Sam gestured to the crates. “So where do we begin?”
“I’ll look for anything else that might be related to the ritual. You just…keep working on the hex, I suppose.” He spotted the mortar Sam had been using when Alistair came in. “Is that lapis lazuli? You’ve already started, then.”
“I’m gathering the components, but I still don’t know how to decipher the disc. In a spiral? From inside to outside?”
“Right.” Doc ran his hand through his hair, putting it in further disarray. “Let’s get started.”
They worked for hours, sorting through the crates and organizing any contents that seemed relevant. Papyrus fragments, for the most part, though there was also a wooden object like a crooked wand that Doc seemed intensely interested in.
“A ritual adze, used in a funerary rite called the ‘opening of the mouth,’” he said when Sam asked him about it. “This could be important.”
Sam had only seen a small portion of the crates’ contents at the butcher’s shop.
Most of the items were everyday objects: a disassembled bed, cosmetics palettes, parts of a chariot—all covered in gold and semi-precious stones and inscribed with hieroglyphics.
All of it was extremely fragile, though preservation hexes had helped the wood, papyrus, and textiles stay in one piece through the passing of the millennia.
At last they came to the largest crate of all, which had been brought in only with a great deal of sweating and swearing. When they removed the lid and pulled back the straw packing, a face stared up at them.
Sam’s breath caught in his throat. The features were sculpted from solid gold and surrounded by a headdress bearing a vulture and cobra. And what features they were—even he could tell the woman depicted had been stunningly beautiful.
“The innermost coffin,” Doc said reverently.
He gently brushed away straw packing to expose yet more gold.
“She’s holding the flail and the heka—magic—scepter, just like Tutankhamun was.
Judging by his burial, this coffin would have been contained in two outer ones, which in turn were held inside a sarcophagus and series of shrines.
Though things might have been done differently in Amarna.
Or more likely, they were too heavy to move and are still sitting in her tomb, wherever it is. ”
“Is she…inside?” Sam asked, then immediately felt stupid. It was a coffin, after all.
“Yes,” Doc said. “It looks unopened—see the seals here and here?” His eyes gleamed for a moment with a combination of admiration and something else—desire, perhaps, to open the thing and look upon the pharaoh’s actual face.
Then he sighed and stepped back. “Nothing in here will tell us about her plans for her hex, though.”
Doc went to the papyri they’d collected, but Sam lingered by the coffin.
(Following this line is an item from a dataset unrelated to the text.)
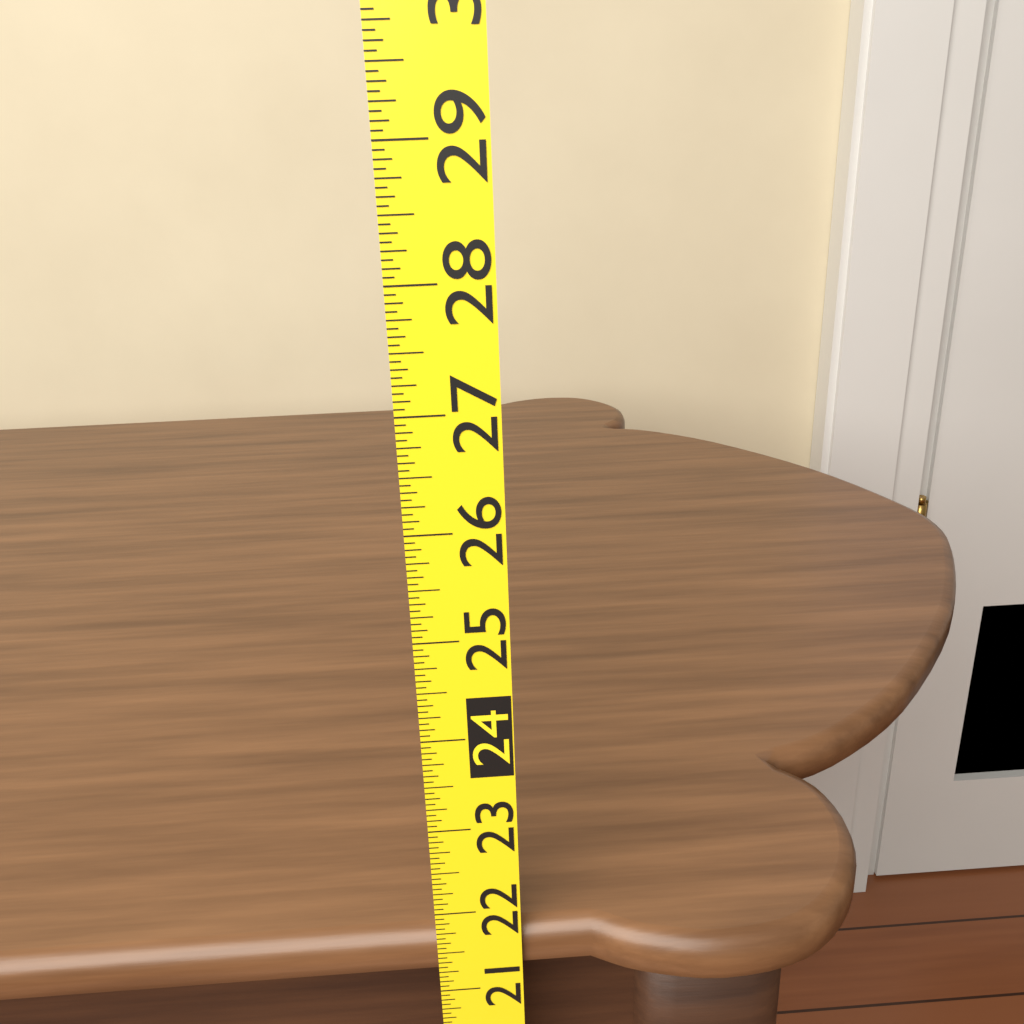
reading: 21.6875 (no unit)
Inside, mere inches away, lay the remains of a woman who’d lived more than three thousand years ago. She’d ruled a mighty kingdom, been buried with unimaginable wealth, and yet…
And yet she’d cared about her husband. Had his children. Eaten and drank and made love.
Been a human being, just like he was.
“I’m sorry you couldn’t bring your husband back,” he said, quietly so Doc didn’t overhear. “I don’t know if I can do any better. But I’m going to try.”